The Roosevelt report also dispenses with the argument that today’s inflation is due to excessive pandemic spending, and that bringing it back down requires a long period of high unemployment. Demand-driven inflation occurs when aggregate demand exceeds potential aggregate supply. But that, for the most part, has not been happening. Instead, the pandemic gave rise to numerous sectoral supply constraints and demand shifts that – together with adjustment asymmetries – became the primary drivers of price growth.

Consider, for example, that there are fewer Americans today than there were expected to be before the pandemic. Not only did Trump-era Covid-19 policies contribute to the loss of more than a million people in the US (and that is just the official figure), but immigration also declined, owing to new restrictions and a generally less welcoming, more xenophobic environment. The driver of the increase in rents was thus not a large increase in the need for housing, but rather the widespread shift to remote work, which changed where people (particularly knowledge workers) wanted to live. As many professionals moved, rents and housing costs increased in some areas and fell in others. But rents, where demand increased, rose more than those where demand fell decreased; thus, the demand shift contributed to overall inflation.

Let us return to the big policy question at hand. Will higher interest rates increase the supply of chips for cars, or the supply of oil (somehow persuading MBS to supply more)? Will they lower the price of food, other than by reducing global incomes so much that people pare their diets? Of course not. On the contrary, higher interest rates make it even more difficult to mobilize investments that could alleviate supply shortages. And as both the Roosevelt report and my earlier Brookings Institution report with Anton Korinek show, there are many other ways that higher interest rates may exacerbate inflationary pressures.

Well-directed fiscal policies and other, more finely tuned measures have a better chance of taming today’s inflation than do blunt, potentially counterproductive monetary policies. The appropriate response to high food prices, for example, is to reverse a decades-old agricultural price-support policy that pays farmers not to produce, when they should be encouraged to produce more.

Likewise, the appropriate response to increased prices resulting from undue market power is better antitrust enforcement, and the way to respond to poor households’ higher rents is to encourage investment in new housing, whereas higher interest rates do the opposite. If there was a labor shortage (the standard sign of which is increased real wages – the opposite of what we are currently seeing), the response should involve the increased provision of childcare, pro-immigration policies, and measures to boost wages and improve working conditions.

After more than a decade of ultra-low interest rates, it makes sense to “normalize” them.
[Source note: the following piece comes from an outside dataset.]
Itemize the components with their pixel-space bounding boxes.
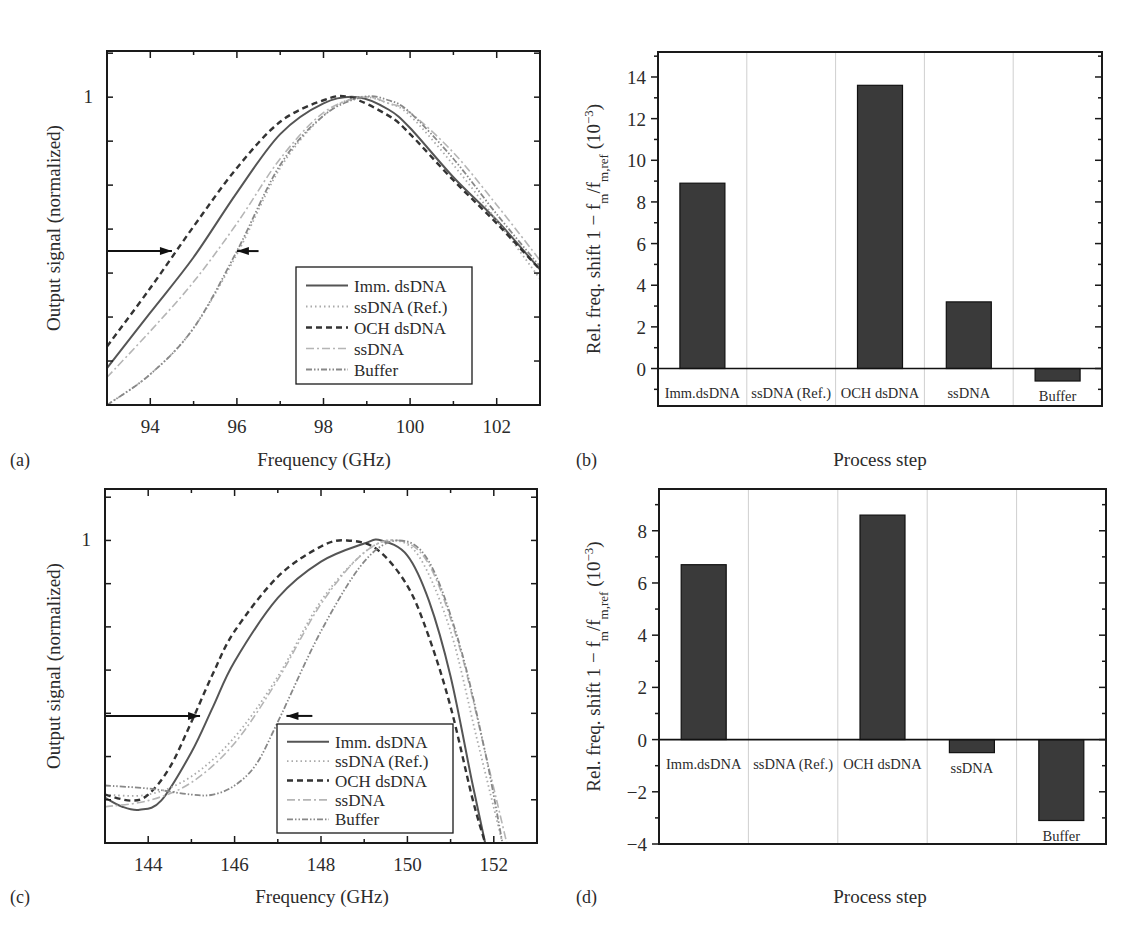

But raising interest rates beyond that, in a quixotic attempt to tame inflation rapidly, will not only be painful now; it will leave long-lasting scars, especially on those who are least able to bear the brunt of these ill-conceived policies. By contrast, most of the fiscal and other responses described here would yield long-term social benefits, even if inflation turned out to be more muted than anticipated. 

The psychologist Abraham Maslow famously said, “To a man with a hammer, everything looks like a nail.” Just because the US Federal Reserve has a hammer, it shouldn’t go around smashing the economy.


Joseph E. Stiglitz, a Nobel laureate in economics, is a University Professor at Columbia University and a member of the Independent Commission for the Reform of International Corporate Taxation.